Politicians, voters and academics have been experimenting with online political engagement since the advent of the web in 1991. The three main elements of Fireside Chats:
- politicians directly participate,
- at a nonpartisan platform, and
- engage in dialogue with constituents,
are all familiar although combining all three elements is novel.
Vice President Al Gore’s 1994 ‘interactive town hall’ was a pioneering experiment where he directly (1) participated in an Ask-Me-Anything text chat on a nonpartisan (2) platform run by Compuserve.
The Congressional Management Foundation’s ‘online town hall’ project refined this approach, by (among other things) combining text questions with video replies and adding a single-topic focus. The ConnectingToCongress group conducted 21 such events, with 13 participating US Members of Congress, in 2006-8.
They made careful measurements of the impacts on the participants, which they found to be amazingly positive. They concluded that online town halls show great promise for strengthening our democracy.
There has also long been experimentation with online dialogue (3). The Minnesota e-democracy listserv discussion group began hosting citizen-to-citizen conversations in 1994, and has since evolved into the 50+ forums of E-Democracy.org which are used by about 30,000 citizens. To date, however, there has been very little participation in them by politicians.
Also very significant has been the partisan forums associated with US presidential campaigns, again citizen-to-citizen dialogue without direct involvement by the politicians. The 2004 Dean campaign for President, managed by Joe Trippi, was a pioneer of open forums and reaped a financial windfall as a result. The 2008 Obama campaign's social network was built up to 2.5 million activists and 13 million supporters at the time of his win.
Subsequently the Obama social network was neglected and withered away, and not much happened with US online voter engagement until 8 years later with Trump's innovative use of the Twitter platform:
Donald Trump received tremendous gains, at zero financial cost, through direct (1) participation on the non-partisan (2) Twitter platform.

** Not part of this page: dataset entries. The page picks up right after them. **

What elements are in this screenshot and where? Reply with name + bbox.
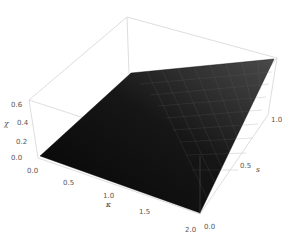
svg-text:0.0: 0.0 [27,167,38,175]
svg-text:0.6: 0.6 [11,101,23,109]
svg-text:0.0: 0.0 [204,223,215,231]
svg-text:0.5: 0.5 [240,162,251,170]
svg-text:1.5: 1.5 [139,208,150,216]
surface [40,59,274,213]
surface-plot: 0.6 0.4 0.2 0.0 χ 0.0 0.5 1.0 1.5 2.0 κ … [0,0,295,244]
svg-text:κ: κ [105,200,111,209]
svg-text:2.0: 2.0 [185,226,196,234]
svg-text:χ: χ [3,119,9,128]
svg-text:0.2: 0.2 [16,138,27,146]
svg-text:0.5: 0.5 [63,179,74,187]
svg-text:1.0: 1.0 [271,116,282,124]
svg-text:0.4: 0.4 [17,119,29,127]
svg-text:0.0: 0.0 [11,154,22,162]
svg-text:s: s [256,165,260,174]
z-axis: 0.6 0.4 0.2 0.0 χ [3,101,29,162]
svg-text:1.0: 1.0 [103,192,114,200]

Some progressive pioneers were aghast that an authoritarian had seized the initiative in e-democracy outreach:
Of course Trump's online voter engagement does not include any dialogue (3) aspects; these would be completely antithetical to his style as a politician.
In terms of these predecessors, the Fireside Chat project can be viewed as a combination of
- the best elements of Social Media (timeliness, ease of use, existing connectivity),
- with the best of Online Town Halls (direct contact, interactivity, ability to consider topics in depth, mutual fact checking, civility),
- with a novel focus on one-to-one conversations similar to what one has in real-life canvassing.
Update: On March 14 2020 Bernie Sanders live-streamed a ‘Fireside Chat’, in part as a quarantine friendly replacement for a tradional campaign rally for his 2020 Presidential run. It had about 100,000 contemporaneous viewers, and the video of it has been seen over 170,000 times, so there is definitely an audience for this type of engagement.